The Sprint Corporation has reached a deal to acquire the T-Mobile US for about US$50 billion. This is a news not from today, but from yesterday. The owners will pay about $40 per share for T-Mobile. This news is provided by the Wall Street Journal. But there is this thing that deal might fall apart, this news is again provided by the same source.
This deal would be combining the nation’s third and fourth largest mobile operators. This would be a direct threat and rival for Verizon and AT&T. Also this would reduce the mobile operators to just three companies.

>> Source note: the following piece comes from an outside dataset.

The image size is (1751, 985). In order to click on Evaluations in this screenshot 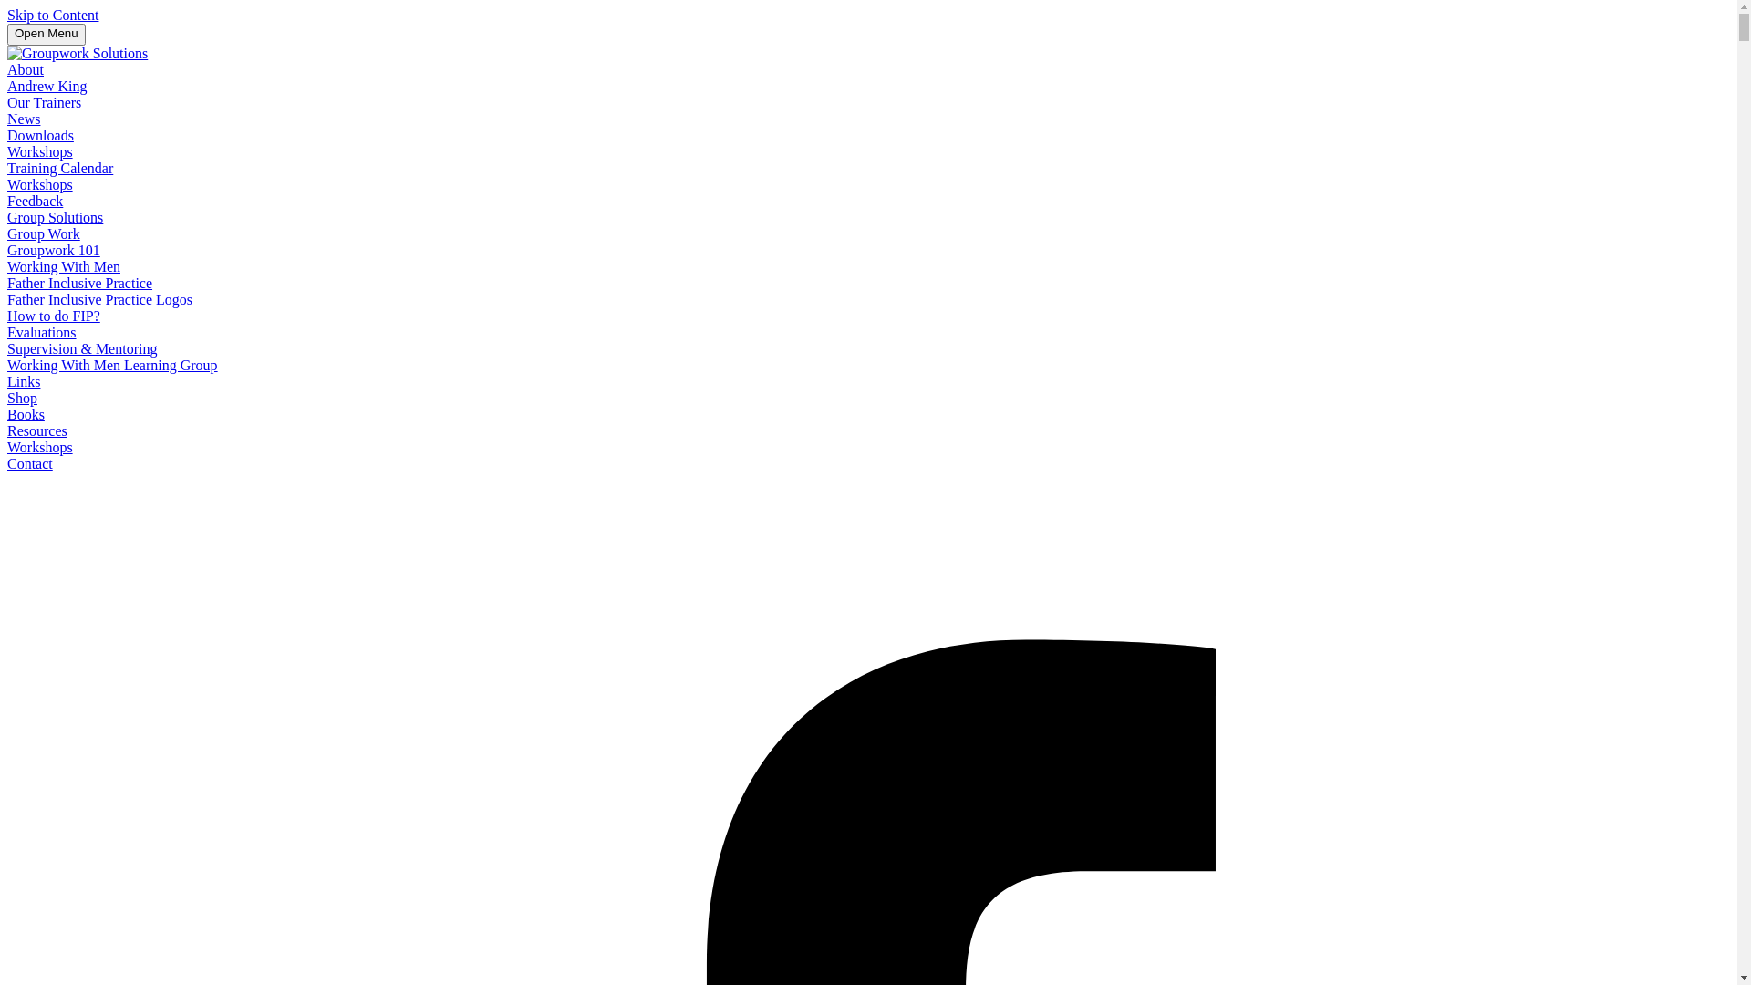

If regulators rejected the deal, Sprint would have to recompense T-Mobile more than $1 billion in cash and other assets. The terms of the deal state that the T-Mobile parent company Deutsche Telekom would own 15% – 20% of the combined company.
These reports have been circulated since last year. Both carriers have struggled against the top guns of the market as each of them have half of the customers of the either companies.
The U.S. Department of Justice and Federal Communications Commission rejected an earlier attempted purchase of T-Mobile by AT&T. Since then T-Mobile has introduced plans that have changed the way U.S. carriers sell phone and services entirely. Some news suggest that federal regulators want the market to remain a four-carrier market. This would keep the market in a modest pressure.
The acquirement of T-Mobile by Sprint would be pretty hectic and out of schedule task. But nonetheless the number of acquisitions is too damn high!